Frantic ringing around and badgering saw UK cycling put her name forward as an independent rider, tickets were bought and so began a few weeks of real tension, I think Plato called it an “Oh fuck” moment.

It had been twelve years since Karen had competed in Europe.  Now she had to race well if she was to have any chance of going to the Olympics, and she’d be up against the pro-female riders of Europe.

I knew two things could happen, either her dreams would be shattered and she would realize that she had been fooling herself all along - or she would prove to be a contender.  From the moment she bought the tickets for both of us to go to Spain, I knew the chances of the latter were as slim as me soloing Everest without oxygen.  I began working through what I would say, how I would try and make her feel better when she would reach the finish line last, her eyes full of tears, trying to hide her utter disappointment.

I knew it was the type of blow you never get over.

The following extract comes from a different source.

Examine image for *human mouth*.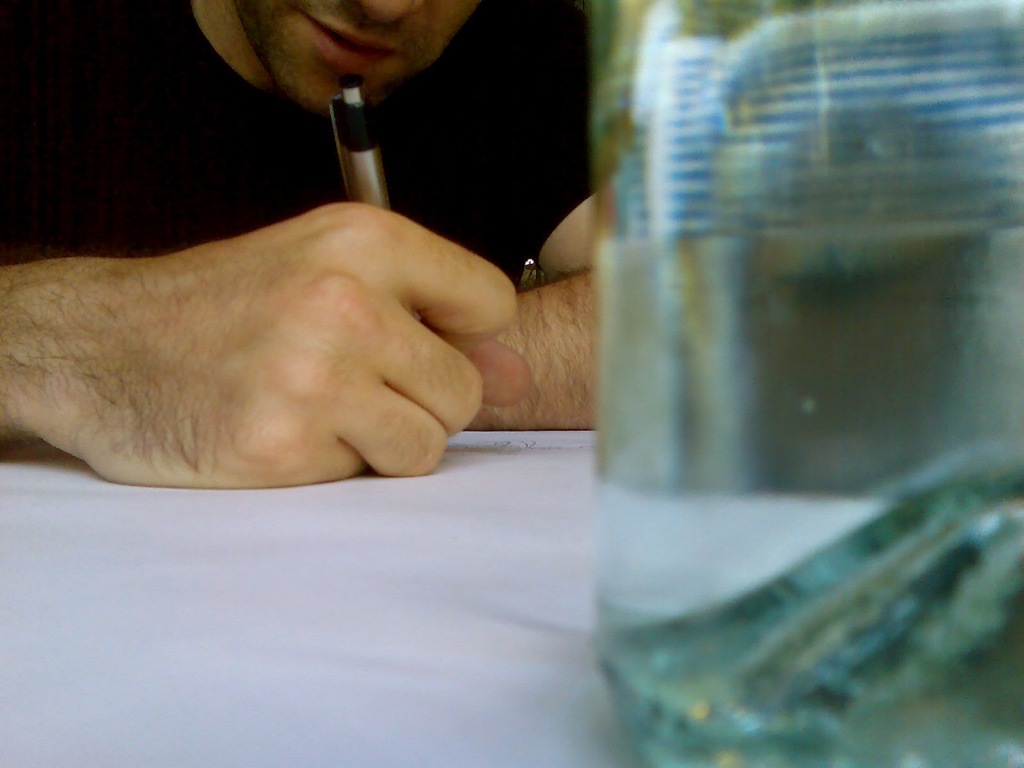
Examination result: x1=308, y1=12, x2=396, y2=70.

I won’t bore you with the details of the race, or how amateurish we looked just turning up (most teams were huge, with mechanics, masseurs, dietitians), but the lowlight was - having no turbo to warm up on - I ended up squatting down with Karen’s front wheel braced against my thighs as the seconds ticked down to her start.  Everything was against her doing well.  Everything but who she was, what she had done, and how stubbornly she’d held onto her dream.  My best analogy, as I watched her line up with a fearsome pack of woman, was it was as if she had held onto the string on a balloon, and now she was so high the fall would be unimaginable.

I said I’d keep this short - but guess I failed.  Anyway, Karen held on tight to that balloon and floated down with two bronze medals.  Her dream is still alive, and I think the world is a better place because of that.  She inspires me - and even though I know she’ll be mortified that I wrote this - I think she can inspire others.

I’m off to Yosemite this week.  Twice I’ve tried to climb El Cap in 24 hours (via Zodiac and Tangerine trip) and failed both times (the reasons are many, but I just think of myself as too slow).  With Karen’s story in my mind, this time I’m going to (not try to) climb it in a day solo; it’s a big balloon I know, but you’ve got to dream big haven’t you.